Overview
Dawn of Defense is a genre-blending strategy game from indie developer 6side Studio that combines tower defense, real-time strategy, and roguelite progression into a single, layered experience. You command a tribe making its final stand against the Imperium Aeternum, a sprawling empire whose legions push relentlessly toward your sacred Spirit-Tower. The core loop asks you to hold defensive lines while simultaneously managing an economy and training warriors for counterattacks.
The setting draws on Norse-inspired mythology. Your base of operations is the Spiridun, the divine nexus of your ancestors, and every decision you make radiates outward from it. This isn't a passive tower-placement puzzle; the RTS layer means you're actively commanding units in the field while your defenses handle the bulk of enemy waves.

Gameplay and mechanics
Dawn of Defense's moment-to-moment play splits across three interconnected systems:

- Build defense towers to funnel and stop enemy troops
- Train and command warriors for offensive pushes
- Manage your economy to sustain both simultaneously
- Unlock runestones that reshape your strategy each run
- Protect the Spirit-Tower at all costs
The roguelite layer means no two runs play out identically. Ancient runestones unlock forgotten powers as you progress, and because these upgrades stack differently depending on what you've unlocked, you're always building toward a slightly different strategic identity. A run where you lean into tower upgrades early plays completely differently from one where you rush warrior production and go aggressive.
What makes the runestone system work?
Runestones are the engine behind Dawn of Defense's replayability. Each one awakens a specific power tied to your tribe's mythology, and the combinations available shift with every attempt. The design encourages you to adapt rather than optimize a single fixed strategy, which is exactly what keeps roguelite games from going stale after the first few hours. The divine trial framing also gives the progression loop a narrative justification: you fall, you rise, and the gods take notice.

World and setting
The Imperium Aeternum isn't just a faceless enemy army. The game frames them as a force actively trying to silence the North's gods, which gives the conflict more weight than a standard "defend your base" premise. Your tribe fights not just for survival but to preserve an entire cultural and spiritual identity. The Spiridun sits at the center of this struggle, and protecting it feels meaningful rather than arbitrary.
The world expands as you push back against the empire. Exploration reveals allies, enemies, and unknowns, adding a layer of discovery to what could otherwise be a purely defensive experience.
Content and replayability
For an indie tower defense RTS, Dawn of Defense is built around long-term engagement. The roguelite structure ensures that failure isn't a dead end; it's a data point. Each run teaches you something about enemy patterns, resource timing, or which runestone combinations synergize well under pressure. The game is planned for release on Windows via Steam, and its design philosophy clearly prioritizes depth over breadth. Players who enjoy squeezing optimization out of layered systems will find plenty to work with here.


### [Exercise requirements]
Print every line of the material below exactly as it stands, but omit the pictures.
========
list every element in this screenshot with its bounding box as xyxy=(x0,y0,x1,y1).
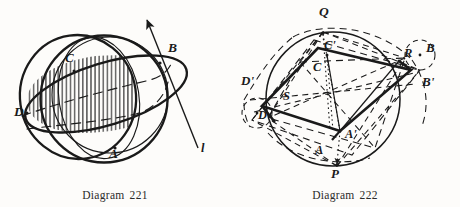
ray-A-Cprime xyxy=(327,55,340,131)
caption-222-number: 222 xyxy=(360,189,378,201)
point-C-prime xyxy=(326,54,329,57)
shaded-lune xyxy=(0,0,230,207)
point-A-prime xyxy=(339,130,342,133)
label-C: C xyxy=(65,50,74,65)
label-C-prime: C' xyxy=(324,38,336,52)
caption-221-word: Diagram xyxy=(82,189,124,201)
label-D: D xyxy=(13,104,24,119)
label-D-prime: D' xyxy=(240,73,254,88)
figure-plate: C B D A l Diagram221 xyxy=(0,0,460,207)
point-R xyxy=(397,59,400,62)
caption-221-number: 221 xyxy=(130,189,148,201)
label-B: B xyxy=(167,40,177,55)
dashed-arc-lower-left xyxy=(244,103,250,127)
label-l: l xyxy=(201,141,205,155)
label-B: B xyxy=(425,40,435,55)
label-D: D xyxy=(257,108,267,122)
caption-222-word: Diagram xyxy=(312,189,354,201)
point-D xyxy=(26,112,29,115)
caption-221: Diagram221 xyxy=(0,189,230,201)
label-B-prime: B' xyxy=(421,74,435,89)
point-C xyxy=(73,70,76,73)
label-A-prime: A' xyxy=(344,127,357,141)
solid-spur-A xyxy=(332,131,340,140)
line-P-B-dashed xyxy=(337,58,405,166)
label-Q: Q xyxy=(319,4,329,19)
label-R: R xyxy=(403,46,412,60)
diagram-221-canvas: C B D A l xyxy=(0,0,230,207)
ray-A-R xyxy=(340,61,399,131)
label-S: S xyxy=(283,89,290,103)
point-Q xyxy=(321,31,324,34)
label-A: A xyxy=(108,146,118,161)
label-A: A xyxy=(314,143,323,157)
dotted-Aprime-P xyxy=(337,131,340,164)
point-B xyxy=(158,61,161,64)
label-C: C xyxy=(313,60,322,74)
quad-secondary-dashed xyxy=(252,40,420,155)
dashed-arc-top xyxy=(293,28,410,58)
caption-222: Diagram222 xyxy=(230,189,460,201)
point-S xyxy=(272,119,275,122)
diagram-222-canvas: Q C' C R B B' D' S D A' A P xyxy=(230,0,460,207)
line-Q-D-dashed xyxy=(268,32,323,118)
diagram-222: Q C' C R B B' D' S D A' A P Diagram222 xyxy=(230,0,460,207)
diagram-221: C B D A l Diagram221 xyxy=(0,0,230,207)
point-B xyxy=(419,54,422,57)
label-P: P xyxy=(331,166,340,181)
========
### [Reply to the task]
list every element in this screenshot with its bounding box as xyxy=(x0,y0,x1,y1).
ray-A-Cprime xyxy=(327,55,340,131)
caption-222-number: 222 xyxy=(360,189,378,201)
point-C-prime xyxy=(326,54,329,57)
shaded-lune xyxy=(0,0,230,207)
point-A-prime xyxy=(339,130,342,133)
label-C: C xyxy=(65,50,74,65)
label-C-prime: C' xyxy=(324,38,336,52)
caption-221-word: Diagram xyxy=(82,189,124,201)
label-D: D xyxy=(13,104,24,119)
label-D-prime: D' xyxy=(240,73,254,88)
figure-plate: C B D A l Diagram221 xyxy=(0,0,460,207)
point-R xyxy=(397,59,400,62)
caption-221-number: 221 xyxy=(130,189,148,201)
label-B: B xyxy=(167,40,177,55)
dashed-arc-lower-left xyxy=(244,103,250,127)
label-l: l xyxy=(201,141,205,155)
label-B: B xyxy=(425,40,435,55)
label-D: D xyxy=(257,108,267,122)
caption-222-word: Diagram xyxy=(312,189,354,201)
point-D xyxy=(26,112,29,115)
caption-221: Diagram221 xyxy=(0,189,230,201)
label-B-prime: B' xyxy=(421,74,435,89)
point-C xyxy=(73,70,76,73)
label-A-prime: A' xyxy=(344,127,357,141)
solid-spur-A xyxy=(332,131,340,140)
line-P-B-dashed xyxy=(337,58,405,166)
label-Q: Q xyxy=(319,4,329,19)
label-R: R xyxy=(403,46,412,60)
diagram-221-canvas: C B D A l xyxy=(0,0,230,207)
ray-A-R xyxy=(340,61,399,131)
label-S: S xyxy=(283,89,290,103)
point-Q xyxy=(321,31,324,34)
label-A: A xyxy=(108,146,118,161)
label-A: A xyxy=(314,143,323,157)
dotted-Aprime-P xyxy=(337,131,340,164)
point-B xyxy=(158,61,161,64)
label-C: C xyxy=(313,60,322,74)
quad-secondary-dashed xyxy=(252,40,420,155)
dashed-arc-top xyxy=(293,28,410,58)
caption-222: Diagram222 xyxy=(230,189,460,201)
point-S xyxy=(272,119,275,122)
diagram-222-canvas: Q C' C R B B' D' S D A' A P xyxy=(230,0,460,207)
line-Q-D-dashed xyxy=(268,32,323,118)
diagram-222: Q C' C R B B' D' S D A' A P Diagram222 xyxy=(230,0,460,207)
diagram-221: C B D A l Diagram221 xyxy=(0,0,230,207)
point-B xyxy=(419,54,422,57)
label-P: P xyxy=(331,166,340,181)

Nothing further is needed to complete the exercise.